Good morning.
Thursday in Whitewater will be snowy with a high of 29. Sunrise is 6:49 AM and sunset 5:28 PM for 10h 39m 03s of daytime. The moon is a waning crescent with 19.4% of its visible disk illuminated.
Whitewater’s Community Development Authority is scheduled to meet at 5:30 PM.
On this day in 1978, the first computer bulletin board system is created (CBBS in Chicago).
We live in a time where one is urged, where everyone is urged, to be empathetic. Some of us were born in an earlier time, when there was a plain distinction between sympathy and empathy. Of that distinction: while to be sympathetic was to show concern for others, to be empathetic was to feel the feelings of others. Under this distinction, while one might have remorse even for an adversary’s misfortunes (accidents, illnesses, etc.), one would not feel an adversary’s feelings (of domination, bigotry, etc.).
This useful distinction runs through this libertarian blogger’s outlook. One can and should have sympathy even for the reprehensible without sharing the cravings and appetites that make them reprehensible. (Empathy carries a burden; it’s no easy condition. It requires strength of mind.)
As it turns out, this distinction has been commonly abandoned. Some feel that expressing sympathy is condescending, and that a true sharing of others’ feelings is the proper expression of one’s humanity. Those who have abandoned sympathy for empathy on this ground are mistaken. One can care for others, even the malevolent, without sharing their dark thoughts.
Some others, including many populists, have evidently abandoned the distinction between sympathy and empathy because they have neither. They luxuriate in the infliction of emotional or physical injury on others. Adam Serwer is right about these types: for them, Cruelty is the Point.
To rationalize their conduct, or foolishly to trust them, is to place oneself at a disadvantage. Why these populists are the way they are matters less than recognizing their malevolence.
This device corkscrews itself into the ground like a seed:
Noteworthy distinction. Something that has been discussed in our home in occasion. While not peer reviewed – article linked below I would be curious to know your opinion.
Good morning, and thank you for this article.
At it turns out, I don’t doubt there’s truth in the assessment that familiarity with groups can increase empathy. In almost all cases, that’s a welcome outcome.
My own distinction between sympathy and empathy is now an anachronism, a teaching from another time and place that is more cultural than strictly psychological. (I have no training in psychology, leaving me the last person to make a professional assessment.)
I would encourage association and intimacy between diverse groups, as both a natural expression and a social good. In my own (now idiosyncratic) assessment, this would build sympathy, and also, yes, empathy. When one sees children playing, adults happily socializing, or even animals frolicking, there should be both feelings of sympathy (wanting them to have enjoyable experiences) and also in those cases an empathy (an ability to understand their pleasures as feelings). A person lacking sympathy or empathy in those cases would be emotionally troubled, to use a layman’s term.
My concern is narrow, apart from those happy cases: will, or should, one crave the cravings of the malevolent? That cannot be a moral goal, it cannot lead, it seems to me, to a well-individuated personality. There’s a trope that says it takes a madman to stop a madman. One hopes that’s false, as I believe it is. While it’s natural and advantageous to share feelings in cases of friendship and consensual intimacy (to both understand and to feel others’ feelings), we do not — and here I would say should not — approach the wicked by feeling their feelings. In those cases, it seems better to me to substitute cold examination, dispassionate study, for a shared feeling.
One might sympathize with some aspects of a miscreant’s predicament (how he became that way, whether he is treated fairly even when he is malign) without getting closer still, and feeling his feelings. At least I should so hope.
My distinction between sympathy and empathy applies only when encountering the dangerous and devious, to stop at a deserved sympathy and go no farther into empathy.
I respect those few who can go farther without personal compromise. I’m sure there are people so capable. For most of us, I would think, a stop at sympathy (without venturing into empathy as I have defined it) seems practical when confronting wickedness.
In a more tranquil time, we would not face this concern. Providence did not deny us more agreeable circumstances; we are, collectively, responsible for our own broken society (‘what we have done, what we have left undone.’) One looks around, and sees too many who have slipped from the last generation’s principled positions into atavistic and nihilist doctrines. That ilk is to be opposed, with sympathetic justice toward them, but without acquiring their own dark cravings.
We will come through this time, but it will take a studied, disciplined diligence, I think.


If a line in the data holds the string "Flow", list it.
[[ Given data, beginning ]]
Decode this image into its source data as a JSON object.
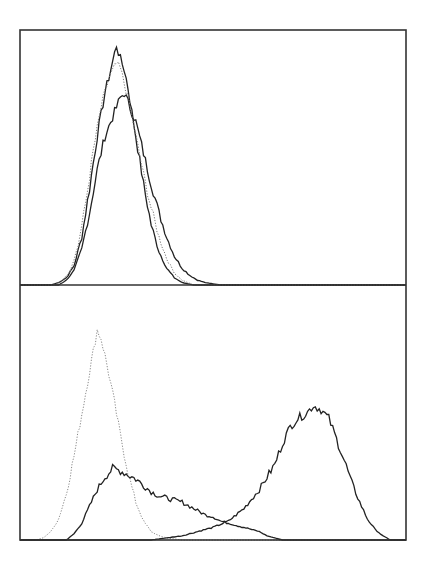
{
  "chart_data": [
    {
      "type": "line",
      "panel": "top",
      "title": "",
      "xlabel": "",
      "ylabel": "",
      "grid": false,
      "legend": null,
      "description": "Flow cytometry histogram overlay: two solid traces and one dotted trace, all unimodal and heavily overlapping",
      "x_range": [
        0,
        100
      ],
      "y_range": [
        0,
        100
      ],
      "series": [
        {
          "name": "solid-tall",
          "style": "solid",
          "color": "#222222",
          "points": [
            [
              0,
              0
            ],
            [
              8,
              0
            ],
            [
              10,
              1
            ],
            [
              12,
              3
            ],
            [
              14,
              8
            ],
            [
              16,
              20
            ],
            [
              18,
              40
            ],
            [
              20,
              62
            ],
            [
              22,
              80
            ],
            [
              24,
              93
            ],
            [
              25,
              100
            ],
            [
              26,
              94
            ],
            [
              27,
              90
            ],
            [
              28,
              82
            ],
            [
              30,
              62
            ],
            [
              32,
              42
            ],
            [
              34,
              25
            ],
            [
              36,
              14
            ],
            [
              38,
              7
            ],
            [
              40,
              3
            ],
            [
              42,
              1
            ],
            [
              45,
              0
            ],
            [
              100,
              0
            ]
          ]
        },
        {
          "name": "solid-shifted",
          "style": "solid",
          "color": "#222222",
          "points": [
            [
              0,
              0
            ],
            [
              10,
              0
            ],
            [
              12,
              2
            ],
            [
              14,
              6
            ],
            [
              16,
              15
            ],
            [
              18,
              30
            ],
            [
              20,
              48
            ],
            [
              22,
              62
            ],
            [
              24,
              70
            ],
            [
              26,
              78
            ],
            [
              27,
              80
            ],
            [
              28,
              76
            ],
            [
              30,
              68
            ],
            [
              32,
              55
            ],
            [
              34,
              42
            ],
            [
              36,
              30
            ],
            [
              38,
              20
            ],
            [
              40,
              12
            ],
            [
              42,
              7
            ],
            [
              44,
              4
            ],
            [
              46,
              2
            ],
            [
              48,
              1
            ],
            [
              52,
              0
            ],
            [
              100,
              0
            ]
          ]
        },
        {
          "name": "dotted-isotype",
          "style": "dotted",
          "color": "#777777",
          "points": [
            [
              0,
              0
            ],
            [
              9,
              0
            ],
            [
              11,
              2
            ],
            [
              13,
              6
            ],
            [
              15,
              16
            ],
            [
              17,
              34
            ],
            [
              19,
              56
            ],
            [
              21,
              74
            ],
            [
              23,
              86
            ],
            [
              25,
              92
            ],
            [
              26,
              90
            ],
            [
              28,
              78
            ],
            [
              30,
              62
            ],
            [
              32,
              46
            ],
            [
              34,
              32
            ],
            [
              36,
              20
            ],
            [
              38,
              11
            ],
            [
              40,
              5
            ],
            [
              42,
              2
            ],
            [
              45,
              0
            ],
            [
              100,
              0
            ]
          ]
        }
      ]
    },
    {
      "type": "line",
      "panel": "bottom",
      "title": "",
      "xlabel": "",
      "ylabel": "",
      "grid": false,
      "legend": null,
      "description": "Flow cytometry histogram overlay: dotted isotype peak at low intensity, broad solid curve with a long tail, and a solid high-intensity peak",
      "x_range": [
        0,
        100
      ],
      "y_range": [
        0,
        100
      ],
      "series": [
        {
          "name": "dotted-isotype",
          "style": "dotted",
          "color": "#888888",
          "points": [
            [
              0,
              0
            ],
            [
              4,
              0
            ],
            [
              6,
              1
            ],
            [
              8,
              4
            ],
            [
              10,
              10
            ],
            [
              12,
              22
            ],
            [
              14,
              40
            ],
            [
              16,
              60
            ],
            [
              18,
              80
            ],
            [
              19,
              90
            ],
            [
              20,
              100
            ],
            [
              21,
              96
            ],
            [
              22,
              88
            ],
            [
              24,
              70
            ],
            [
              26,
              50
            ],
            [
              28,
              32
            ],
            [
              30,
              18
            ],
            [
              32,
              9
            ],
            [
              34,
              4
            ],
            [
              36,
              2
            ],
            [
              38,
              1
            ],
            [
              42,
              0
            ],
            [
              100,
              0
            ]
          ]
        },
        {
          "name": "solid-broad",
          "style": "solid",
          "color": "#222222",
          "points": [
            [
              0,
              0
            ],
            [
              12,
              0
            ],
            [
              14,
              3
            ],
            [
              16,
              8
            ],
            [
              18,
              16
            ],
            [
              20,
              24
            ],
            [
              22,
              30
            ],
            [
              24,
              34
            ],
            [
              26,
              33
            ],
            [
              28,
              31
            ],
            [
              30,
              29
            ],
            [
              32,
              26
            ],
            [
              34,
              23
            ],
            [
              36,
              21
            ],
            [
              38,
              20
            ],
            [
              40,
              19
            ],
            [
              42,
              18
            ],
            [
              44,
              16
            ],
            [
              46,
              14
            ],
            [
              48,
              12
            ],
            [
              50,
              11
            ],
            [
              52,
              9
            ],
            [
              54,
              8
            ],
            [
              56,
              7
            ],
            [
              58,
              6
            ],
            [
              60,
              5
            ],
            [
              62,
              4
            ],
            [
              64,
              2
            ],
            [
              66,
              1
            ],
            [
              68,
              0
            ],
            [
              100,
              0
            ]
          ]
        },
        {
          "name": "solid-high",
          "style": "solid",
          "color": "#222222",
          "points": [
            [
              0,
              0
            ],
            [
              34,
              0
            ],
            [
              38,
              1
            ],
            [
              42,
              2
            ],
            [
              46,
              4
            ],
            [
              50,
              6
            ],
            [
              54,
              9
            ],
            [
              58,
              15
            ],
            [
              62,
              24
            ],
            [
              66,
              36
            ],
            [
              68,
              46
            ],
            [
              70,
              54
            ],
            [
              72,
              58
            ],
            [
              74,
              60
            ],
            [
              76,
              64
            ],
            [
              78,
              62
            ],
            [
              80,
              58
            ],
            [
              82,
              48
            ],
            [
              84,
              38
            ],
            [
              86,
              27
            ],
            [
              88,
              18
            ],
            [
              90,
              10
            ],
            [
              92,
              5
            ],
            [
              94,
              2
            ],
            [
              96,
              0
            ],
            [
              100,
              0
            ]
          ]
        }
      ]
    }
  ]
}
[[ Given data, end ]]
* Exercise response:
      "description": "Flow cytometry histogram overlay: two solid traces and one dotted trace, all unimodal and heavily overlapping",
      "description": "Flow cytometry histogram overlay: dotted isotype peak at low intensity, broad solid curve with a long tail, and a solid high-intensity peak",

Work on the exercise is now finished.